The timing of the action is interesting indeed. According to David Gibson of the Religion News Service, the investigation of LCWR was apparently initiated in 2008 and concluded in 2010, with the pope signing off on sanctions early in 2011. Hard to believe it’s a coincidence that the Vatican moved to curb the nuns for implicit insubordination against the Bishops just as the USCCB announced a big summer series of protests for “religious liberty” keyed to categorical opposition to the Obama administration’s efforts to implement a contraception coverage mandate, particularly since LCWR has been notably willing to support compromise efforts and earlier supported the health reform legislation that authorized the mandate.
Laurie Goodstein of the New York Times quotes Sr. Simone Campbell, executive director of Network, as acknowledging the political intent of the rebuke:
“I would imagine that it was our health care letter that made them mad,” Sister Campbell said. “We haven’t violated any teaching, we have just been raising questions and interpreting politics.”

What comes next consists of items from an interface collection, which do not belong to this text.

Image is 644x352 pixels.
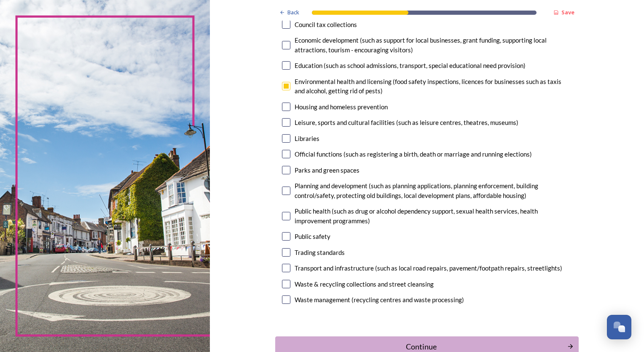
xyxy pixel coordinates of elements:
div: Leisure, sports and cultural facilities (such as leisure centres, theatres, museums) [295,118,518,128]
div: Education (such as school admissions, transport, special educational need provision) [295,61,526,70]
div: Council tax collections [295,20,357,29]
strong: Save [562,9,575,16]
div: Parks and green spaces [295,166,360,176]
button: Open Chat [607,315,632,340]
div: Transport and infrastructure (such as local road repairs, pavement/footpath repairs, streetlights) [295,263,563,273]
div: Planning and development (such as planning applications, planning enforcement, building control/s... [295,181,572,200]
div: Libraries [295,134,320,144]
div: Housing and homeless prevention [295,102,388,112]
span: Back [288,9,299,17]
div: Environmental health and licensing (food safety inspections, licences for businesses such as taxi... [295,77,572,96]
div: Public health (such as drug or alcohol dependency support, sexual health services, health improve... [295,207,572,225]
div: Waste & recycling collections and street cleansing [295,279,434,289]
div: Economic development (such as support for local businesses, grant funding, supporting local attra... [295,35,572,54]
div: Public safety [295,231,330,241]
div: Trading standards [295,247,345,257]
div: Waste management (recycling centres and waste processing) [295,295,464,305]
div: Official functions (such as registering a birth, death or marriage and running elections) [295,149,532,159]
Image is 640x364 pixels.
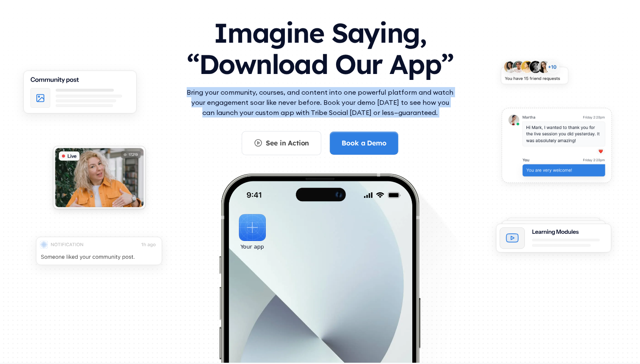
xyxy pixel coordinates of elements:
img: An illustration of New friends requests [493,55,576,94]
img: An illustration of push notification [26,229,173,278]
img: An illustration of Live video [45,140,154,219]
div: Your app [241,242,264,252]
div: See in Action [266,138,309,148]
a: See in Action [242,131,321,155]
p: Bring your community, courses, and content into one powerful platform and watch your engagement s... [184,87,456,118]
h1: Imagine Saying, “Download Our App” [184,9,456,84]
img: An illustration of chat [493,102,620,194]
a: Book a Demo [330,132,398,154]
img: An illustration of Community Feed [13,63,147,127]
img: An illustration of Learning Modules [486,212,621,265]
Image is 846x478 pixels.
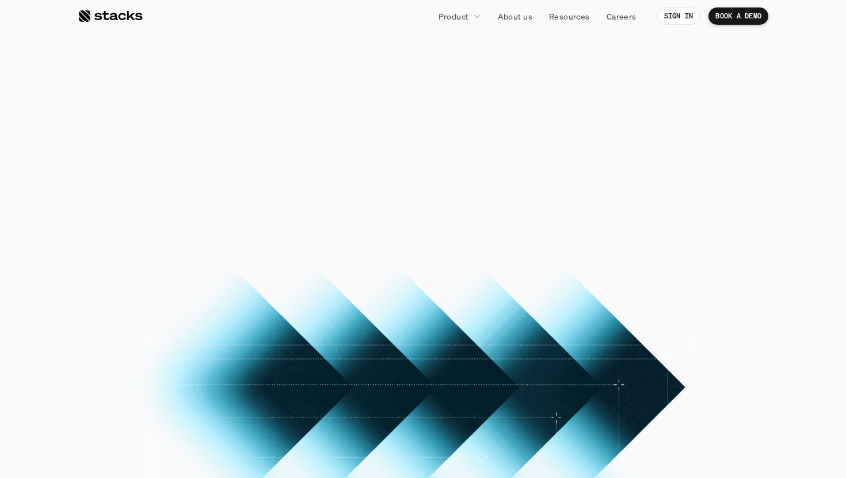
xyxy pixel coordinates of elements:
a: Resources [542,6,597,26]
span: AI-powered [289,93,557,145]
p: Careers [607,10,636,22]
p: About us [498,10,532,22]
a: Careers [600,6,643,26]
a: BOOK A DEMO [371,277,476,306]
p: Product [439,10,469,22]
p: Resources [549,10,590,22]
p: BOOK A DEMO [391,283,456,299]
p: Let Stacks take over your repetitive accounting tasks. Our AI-native tools reconcile and transact... [265,210,580,263]
span: reconciliations [256,144,590,196]
p: BOOK A DEMO [715,12,761,20]
a: About us [491,6,539,26]
a: SIGN IN [657,7,700,25]
p: SIGN IN [664,12,693,20]
a: BOOK A DEMO [708,7,768,25]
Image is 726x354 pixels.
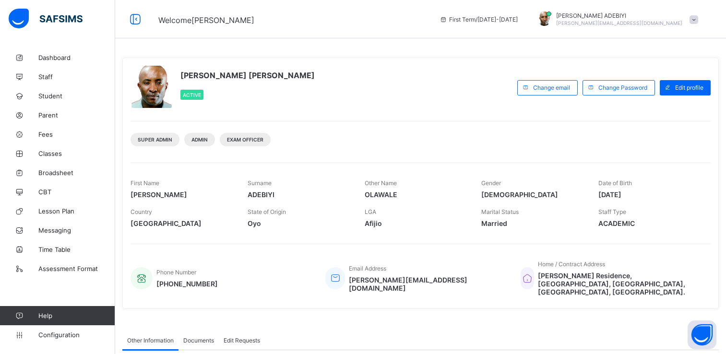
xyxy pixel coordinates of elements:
[598,84,647,91] span: Change Password
[598,190,701,199] span: [DATE]
[365,208,376,215] span: LGA
[156,280,218,288] span: [PHONE_NUMBER]
[9,9,83,29] img: safsims
[538,272,701,296] span: [PERSON_NAME] Residence, [GEOGRAPHIC_DATA], [GEOGRAPHIC_DATA], [GEOGRAPHIC_DATA], [GEOGRAPHIC_DATA].
[248,179,272,187] span: Surname
[688,321,716,349] button: Open asap
[138,137,172,142] span: Super Admin
[248,208,286,215] span: State of Origin
[38,131,115,138] span: Fees
[224,337,260,344] span: Edit Requests
[38,54,115,61] span: Dashboard
[131,208,152,215] span: Country
[38,188,115,196] span: CBT
[349,276,506,292] span: [PERSON_NAME][EMAIL_ADDRESS][DOMAIN_NAME]
[191,137,208,142] span: Admin
[131,190,233,199] span: [PERSON_NAME]
[481,179,501,187] span: Gender
[248,190,350,199] span: ADEBIYI
[439,16,518,23] span: session/term information
[248,219,350,227] span: Oyo
[131,179,159,187] span: First Name
[38,92,115,100] span: Student
[38,226,115,234] span: Messaging
[481,208,519,215] span: Marital Status
[533,84,570,91] span: Change email
[365,179,397,187] span: Other Name
[38,312,115,320] span: Help
[38,331,115,339] span: Configuration
[675,84,703,91] span: Edit profile
[38,150,115,157] span: Classes
[538,261,605,268] span: Home / Contract Address
[38,73,115,81] span: Staff
[556,20,682,26] span: [PERSON_NAME][EMAIL_ADDRESS][DOMAIN_NAME]
[156,269,196,276] span: Phone Number
[527,12,703,27] div: ALEXANDERADEBIYI
[598,208,626,215] span: Staff Type
[481,190,584,199] span: [DEMOGRAPHIC_DATA]
[38,169,115,177] span: Broadsheet
[38,265,115,273] span: Assessment Format
[131,219,233,227] span: [GEOGRAPHIC_DATA]
[38,207,115,215] span: Lesson Plan
[180,71,315,80] span: [PERSON_NAME] [PERSON_NAME]
[38,246,115,253] span: Time Table
[158,15,254,25] span: Welcome [PERSON_NAME]
[481,219,584,227] span: Married
[365,219,467,227] span: Afijio
[556,12,682,19] span: [PERSON_NAME] ADEBIYI
[598,219,701,227] span: ACADEMIC
[349,265,386,272] span: Email Address
[227,137,263,142] span: Exam Officer
[38,111,115,119] span: Parent
[127,337,174,344] span: Other Information
[598,179,632,187] span: Date of Birth
[183,337,214,344] span: Documents
[183,92,201,98] span: Active
[365,190,467,199] span: OLAWALE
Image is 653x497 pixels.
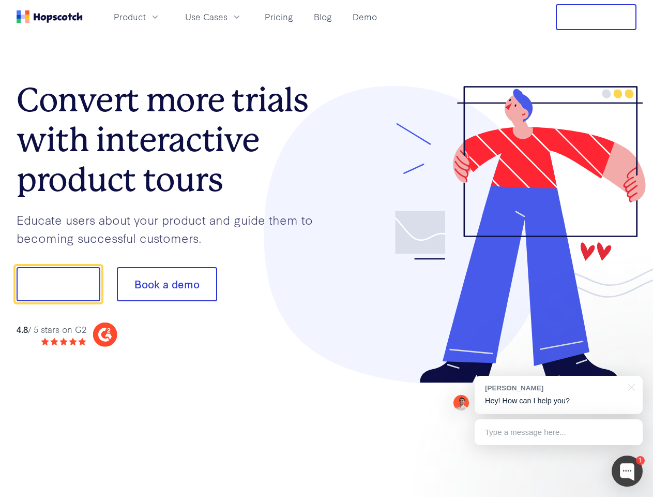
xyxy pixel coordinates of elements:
a: Pricing [261,8,297,25]
p: Educate users about your product and guide them to becoming successful customers. [17,211,327,246]
button: Book a demo [117,267,217,301]
a: Blog [310,8,336,25]
span: Use Cases [185,10,228,23]
p: Hey! How can I help you? [485,395,633,406]
img: Mark Spera [454,395,469,410]
button: Show me! [17,267,100,301]
a: Home [17,10,83,23]
button: Product [108,8,167,25]
button: Free Trial [556,4,637,30]
a: Demo [349,8,381,25]
span: Product [114,10,146,23]
button: Use Cases [179,8,248,25]
div: 1 [636,456,645,465]
strong: 4.8 [17,323,28,335]
div: / 5 stars on G2 [17,323,86,336]
h1: Convert more trials with interactive product tours [17,80,327,199]
div: Type a message here... [475,419,643,445]
div: [PERSON_NAME] [485,383,622,393]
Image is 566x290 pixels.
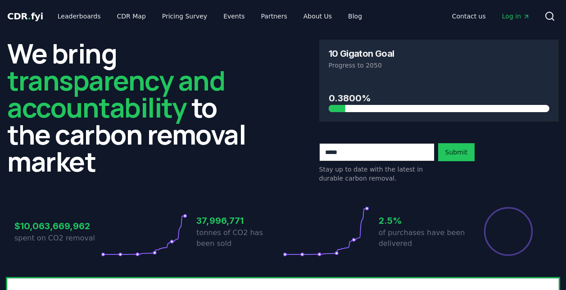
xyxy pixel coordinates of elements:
[329,49,395,58] h3: 10 Gigaton Goal
[329,61,550,70] p: Progress to 2050
[216,8,252,24] a: Events
[28,11,31,22] span: .
[445,8,537,24] nav: Main
[502,12,530,21] span: Log in
[196,227,283,249] p: tonnes of CO2 has been sold
[7,10,43,23] a: CDR.fyi
[341,8,369,24] a: Blog
[110,8,153,24] a: CDR Map
[7,11,43,22] span: CDR fyi
[14,219,101,233] h3: $10,063,669,962
[319,165,435,183] p: Stay up to date with the latest in durable carbon removal.
[196,214,283,227] h3: 37,996,771
[495,8,537,24] a: Log in
[379,214,465,227] h3: 2.5%
[155,8,214,24] a: Pricing Survey
[254,8,295,24] a: Partners
[483,206,534,257] div: Percentage of sales delivered
[329,91,550,105] h3: 0.3800%
[7,40,247,175] h2: We bring to the carbon removal market
[296,8,339,24] a: About Us
[50,8,108,24] a: Leaderboards
[50,8,369,24] nav: Main
[7,62,225,126] span: transparency and accountability
[14,233,101,244] p: spent on CO2 removal
[445,8,493,24] a: Contact us
[438,143,475,161] button: Submit
[379,227,465,249] p: of purchases have been delivered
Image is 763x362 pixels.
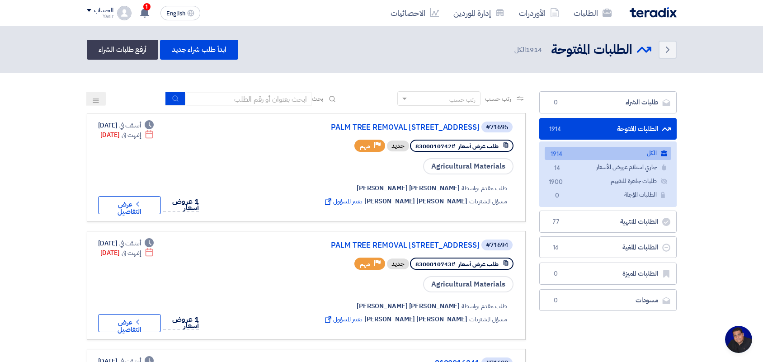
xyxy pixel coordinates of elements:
span: #8300010742 [415,142,455,151]
div: جديد [387,259,409,269]
span: [PERSON_NAME] [PERSON_NAME] [364,197,467,206]
span: 1 [143,3,151,10]
span: Agricultural Materials [423,158,513,174]
span: إنتهت في [122,130,141,140]
span: 1914 [526,45,542,55]
a: مسودات0 [539,289,677,311]
a: الكل [545,147,671,160]
span: مسؤل المشتريات [469,315,507,324]
button: عرض التفاصيل [98,314,161,332]
div: [DATE] [98,121,154,130]
span: طلب عرض أسعار [458,142,499,151]
a: الطلبات المميزة0 [539,263,677,285]
span: 0 [552,191,563,201]
a: PALM TREE REMOVAL [STREET_ADDRESS] [299,123,480,132]
a: الطلبات الملغية16 [539,236,677,259]
div: #71695 [486,124,508,131]
span: 0 [551,98,561,107]
span: 1 عروض أسعار [172,196,198,213]
span: طلب مقدم بواسطة [462,184,507,193]
button: English [160,6,200,20]
div: جديد [387,141,409,151]
span: 0 [551,296,561,305]
a: ابدأ طلب شراء جديد [160,40,238,60]
img: profile_test.png [117,6,132,20]
a: إدارة الموردين [446,2,512,24]
span: طلب عرض أسعار [458,260,499,269]
span: إنتهت في [122,248,141,258]
a: الطلبات المؤجلة [545,188,671,202]
input: ابحث بعنوان أو رقم الطلب [185,92,312,106]
span: 1 عروض أسعار [172,314,198,331]
span: 77 [551,217,561,226]
div: [DATE] [100,248,154,258]
span: 1914 [551,125,561,134]
span: [PERSON_NAME] [PERSON_NAME] [357,301,460,311]
a: الطلبات المفتوحة1914 [539,118,677,140]
button: عرض التفاصيل [98,196,161,214]
a: طلبات الشراء0 [539,91,677,113]
span: مهم [360,142,370,151]
a: الطلبات المنتهية77 [539,211,677,233]
div: Open chat [725,326,752,353]
span: 0 [551,269,561,278]
div: #71694 [486,242,508,249]
span: رتب حسب [485,94,511,104]
span: تغيير المسؤول [323,315,363,324]
a: الاحصائيات [383,2,446,24]
h2: الطلبات المفتوحة [551,41,632,59]
a: الطلبات [566,2,619,24]
span: مهم [360,260,370,269]
div: [DATE] [98,239,154,248]
a: أرفع طلبات الشراء [87,40,158,60]
div: Yasir [87,14,113,19]
span: أنشئت في [119,121,141,130]
a: جاري استلام عروض الأسعار [545,161,671,174]
span: Agricultural Materials [423,276,513,292]
span: طلب مقدم بواسطة [462,301,507,311]
a: الأوردرات [512,2,566,24]
span: تغيير المسؤول [323,197,363,206]
span: 1900 [552,178,563,187]
span: [PERSON_NAME] [PERSON_NAME] [364,315,467,324]
span: مسؤل المشتريات [469,197,507,206]
span: #8300010743 [415,260,455,269]
a: PALM TREE REMOVAL [STREET_ADDRESS] [299,241,480,250]
div: [DATE] [100,130,154,140]
span: الكل [514,45,543,55]
span: بحث [312,94,324,104]
span: 14 [552,164,563,173]
span: 16 [551,243,561,252]
div: الحساب [94,7,113,14]
span: English [166,10,185,17]
img: Teradix logo [630,7,677,18]
span: [PERSON_NAME] [PERSON_NAME] [357,184,460,193]
a: طلبات جاهزة للتقييم [545,175,671,188]
div: رتب حسب [449,95,476,104]
span: أنشئت في [119,239,141,248]
span: 1914 [552,150,563,159]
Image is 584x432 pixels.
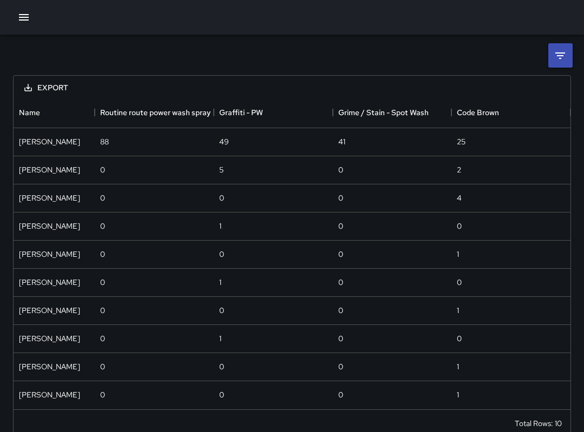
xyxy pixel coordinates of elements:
div: 0 [100,361,105,372]
div: 1 [457,390,459,400]
div: 0 [338,333,343,344]
div: Total Rows: 10 [515,418,562,429]
div: 0 [338,277,343,288]
div: 0 [338,165,343,175]
div: 0 [100,390,105,400]
div: 1 [219,277,221,288]
div: Nicolas Vega [19,165,80,175]
div: Edwin Barillas [19,193,80,203]
button: Export [16,78,77,98]
div: Name [14,97,95,128]
div: 0 [100,333,105,344]
div: Grime / Stain - Spot Wash [338,97,429,128]
div: 1 [457,249,459,260]
div: Enrique Cervantes [19,249,80,260]
div: 1 [219,333,221,344]
div: 0 [219,249,224,260]
div: Name [19,97,40,128]
div: 0 [338,193,343,203]
div: 1 [457,305,459,316]
div: 2 [457,165,461,175]
div: 41 [338,136,345,147]
div: 25 [457,136,465,147]
div: Diego De La Oliva [19,277,80,288]
div: Maclis Velasquez [19,305,80,316]
div: 0 [338,221,343,232]
div: Code Brown [451,97,570,128]
div: Elimar Martinez [19,221,80,232]
div: 0 [219,390,224,400]
div: 0 [219,305,224,316]
div: Code Brown [457,97,499,128]
div: Dago Cervantes [19,333,80,344]
div: Graffiti - PW [219,97,263,128]
div: 0 [457,277,462,288]
div: Bryan Alexander [19,361,80,372]
div: 0 [100,193,105,203]
div: 1 [457,361,459,372]
div: 5 [219,165,223,175]
div: 0 [100,277,105,288]
div: 0 [338,361,343,372]
div: Routine route power wash spray [100,97,211,128]
div: 0 [100,305,105,316]
div: 0 [338,390,343,400]
div: 1 [219,221,221,232]
div: 0 [219,193,224,203]
div: 0 [219,361,224,372]
div: Ken McCarter [19,390,80,400]
div: 0 [100,221,105,232]
div: 0 [457,221,462,232]
div: DeAndre Barney [19,136,80,147]
div: 0 [100,249,105,260]
div: 0 [457,333,462,344]
div: 0 [100,165,105,175]
div: 0 [338,249,343,260]
div: 4 [457,193,462,203]
div: Routine route power wash spray [95,97,214,128]
div: 88 [100,136,109,147]
div: Grime / Stain - Spot Wash [333,97,452,128]
div: 49 [219,136,229,147]
div: Graffiti - PW [214,97,333,128]
div: 0 [338,305,343,316]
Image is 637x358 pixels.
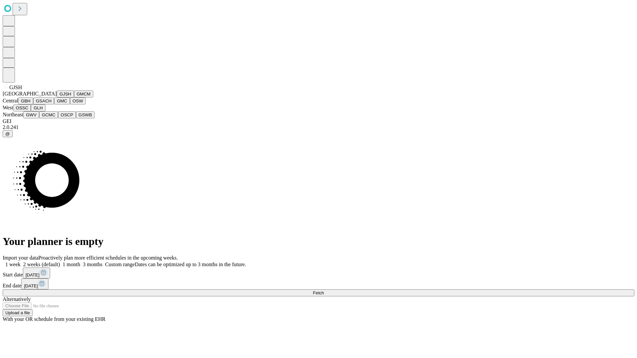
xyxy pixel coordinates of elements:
[24,284,38,289] span: [DATE]
[3,290,634,297] button: Fetch
[313,291,324,296] span: Fetch
[54,98,70,104] button: GMC
[3,268,634,279] div: Start date
[63,262,80,267] span: 1 month
[105,262,135,267] span: Custom range
[3,124,634,130] div: 2.0.241
[21,279,48,290] button: [DATE]
[3,255,38,261] span: Import your data
[57,91,74,98] button: GJSH
[23,111,39,118] button: GWV
[9,85,22,90] span: GJSH
[13,104,31,111] button: OSSC
[23,268,50,279] button: [DATE]
[3,279,634,290] div: End date
[23,262,60,267] span: 2 weeks (default)
[31,104,45,111] button: GLH
[3,316,105,322] span: With your OR schedule from your existing EHR
[83,262,102,267] span: 3 months
[3,236,634,248] h1: Your planner is empty
[18,98,33,104] button: GBH
[58,111,76,118] button: OSCP
[38,255,178,261] span: Proactively plan more efficient schedules in the upcoming weeks.
[74,91,93,98] button: GMCM
[3,118,634,124] div: GEI
[33,98,54,104] button: GSACH
[3,297,31,302] span: Alternatively
[3,112,23,117] span: Northeast
[76,111,95,118] button: GSWB
[26,273,39,278] span: [DATE]
[135,262,246,267] span: Dates can be optimized up to 3 months in the future.
[70,98,86,104] button: OSW
[3,309,33,316] button: Upload a file
[3,98,18,103] span: Central
[39,111,58,118] button: GCMC
[3,105,13,110] span: West
[5,131,10,136] span: @
[5,262,21,267] span: 1 week
[3,91,57,97] span: [GEOGRAPHIC_DATA]
[3,130,13,137] button: @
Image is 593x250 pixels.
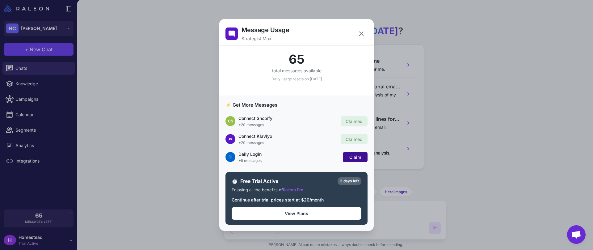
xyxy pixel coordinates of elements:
[346,119,363,124] span: Claimed
[338,177,362,185] div: 3 days left
[232,207,362,220] button: View Plans
[283,187,303,192] span: Raleon Pro
[341,116,368,126] button: Claimed
[349,154,361,160] span: Claim
[226,53,368,66] div: 65
[226,152,235,162] div: 🔵
[239,133,338,139] div: Connect Klaviyo
[239,140,338,146] div: +20 messages
[341,134,368,144] button: Claimed
[239,158,340,163] div: +5 messages
[232,197,324,202] span: Continue after trial prices start at $20/month
[343,152,368,162] button: Claim
[346,137,363,142] span: Claimed
[240,177,335,185] span: Free Trial Active
[226,116,235,126] div: CS
[239,115,338,121] div: Connect Shopify
[242,25,290,35] h2: Message Usage
[567,225,586,244] a: Open chat
[239,151,340,157] div: Daily Login
[272,77,322,81] span: Daily usage resets on [DATE]
[242,35,290,42] p: Strategist Max
[272,68,322,73] span: total messages available
[226,102,368,109] h3: ⚡ Get More Messages
[226,134,235,144] div: ✉
[239,122,338,128] div: +20 messages
[232,187,362,193] div: Enjoying all the benefits of
[232,177,238,185] span: ⏱️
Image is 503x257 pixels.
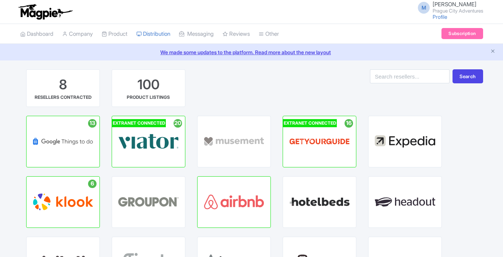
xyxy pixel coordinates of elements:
a: Subscription [442,28,483,39]
a: EXTRANET CONNECTED 16 [283,116,356,167]
a: EXTRANET CONNECTED 20 [112,116,185,167]
input: Search resellers... [370,69,450,83]
a: 8 RESELLERS CONTRACTED [26,69,100,107]
div: RESELLERS CONTRACTED [35,94,91,101]
a: Product [102,24,128,44]
span: [PERSON_NAME] [433,1,477,8]
div: 100 [138,76,160,94]
img: logo-ab69f6fb50320c5b225c76a69d11143b.png [17,4,74,20]
a: Messaging [179,24,214,44]
div: 8 [59,76,67,94]
small: Prague City Adventures [433,8,483,13]
a: M [PERSON_NAME] Prague City Adventures [414,1,483,13]
a: Other [259,24,279,44]
button: Search [453,69,483,83]
a: Distribution [136,24,170,44]
a: Profile [433,14,448,20]
button: Close announcement [490,48,496,56]
a: We made some updates to the platform. Read more about the new layout [4,48,499,56]
div: PRODUCT LISTINGS [127,94,170,101]
a: Dashboard [20,24,53,44]
a: 13 [26,116,100,167]
a: Reviews [223,24,250,44]
span: M [418,2,430,14]
a: 100 PRODUCT LISTINGS [112,69,185,107]
a: 6 [26,176,100,228]
a: Company [62,24,93,44]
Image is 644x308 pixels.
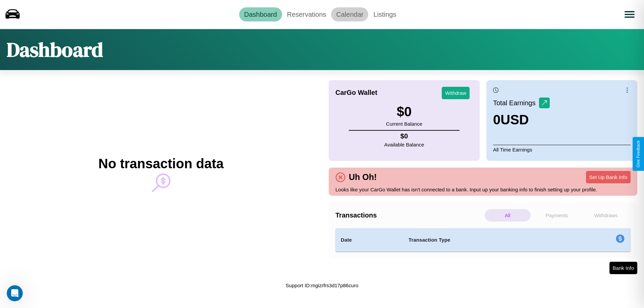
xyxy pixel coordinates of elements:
button: Set Up Bank Info [586,171,630,183]
p: Total Earnings [493,97,539,109]
h3: 0 USD [493,112,550,128]
p: Available Balance [384,140,424,149]
h4: Transaction Type [409,236,561,244]
a: Reservations [282,8,331,21]
button: Bank Info [610,262,637,274]
h4: CarGo Wallet [336,88,377,96]
p: Support ID: mgizrfrs3d17p86curo [286,281,359,290]
p: All Time Earnings [493,145,630,154]
p: All [485,209,531,221]
h4: Transactions [336,212,483,220]
a: Listings [368,8,401,21]
div: Give Feedback [636,140,641,168]
iframe: Intercom live chat [7,285,23,301]
p: Payments [534,209,580,221]
p: Looks like your CarGo Wallet has isn't connected to a bank. Input up your banking info to finish ... [336,185,630,194]
a: Dashboard [239,8,282,21]
h1: Dashboard [7,36,103,63]
p: Current Balance [386,119,423,128]
h3: $ 0 [386,104,423,119]
button: Open menu [620,5,639,24]
h4: $ 0 [384,133,424,140]
a: Calendar [331,8,368,21]
p: Withdraws [584,209,630,221]
h4: Uh Oh! [346,172,380,182]
h4: Date [341,236,398,244]
h2: No transaction data [98,157,223,171]
table: simple table [336,228,630,252]
button: Withdraw [442,87,469,100]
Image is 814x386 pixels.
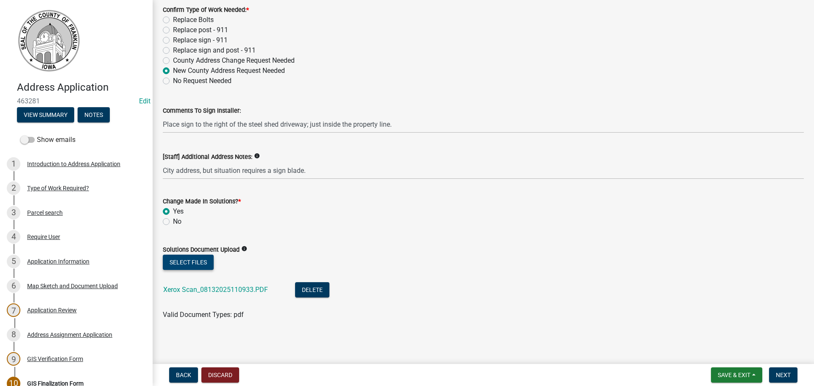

It’s noteworthy that an American, former San Franciso archbishop William Cardinal Levada, now heads the CDF and issued the rebuke. And he’s clearly putting his former colleagues from the USCCB in charge of the nuns’ “rehabilitation,” reports Goodstein:
He appointed Archbishop J. Peter Sartain of Seattle to lead the process of reforming the sisters’ conference, with assistance from Bishop Thomas J. Paprocki and Bishop Leonard Blair, who was in charge of the investigation of the group.
They have been given up to five years to revise the group’s statutes, approve of every speaker at the group’s public programs and replace a handbook the group used to facilitate dialogue on matters that the Vatican said should be settled doctrine. They are also supposed to review the Leadership Conference’s links with Network and another organization, the Resource Center for Religious Life.
There’s a separate investigation, dubbed a “visitation,” also underway under Vatican auspices to examine the overall situation of “women religious” in the U.S., that could lead to other sanctions and “reforms.”
And I’d bet it’s just a matter of time until other conscientious objecters against the Bishops’ declaration of culture war, such as the Catholic Health Association (itself led by a nun, Sr. Carol Keehan) and various Catholic colleges and universities, get a taste of the lash and some sternly worded advice and direction.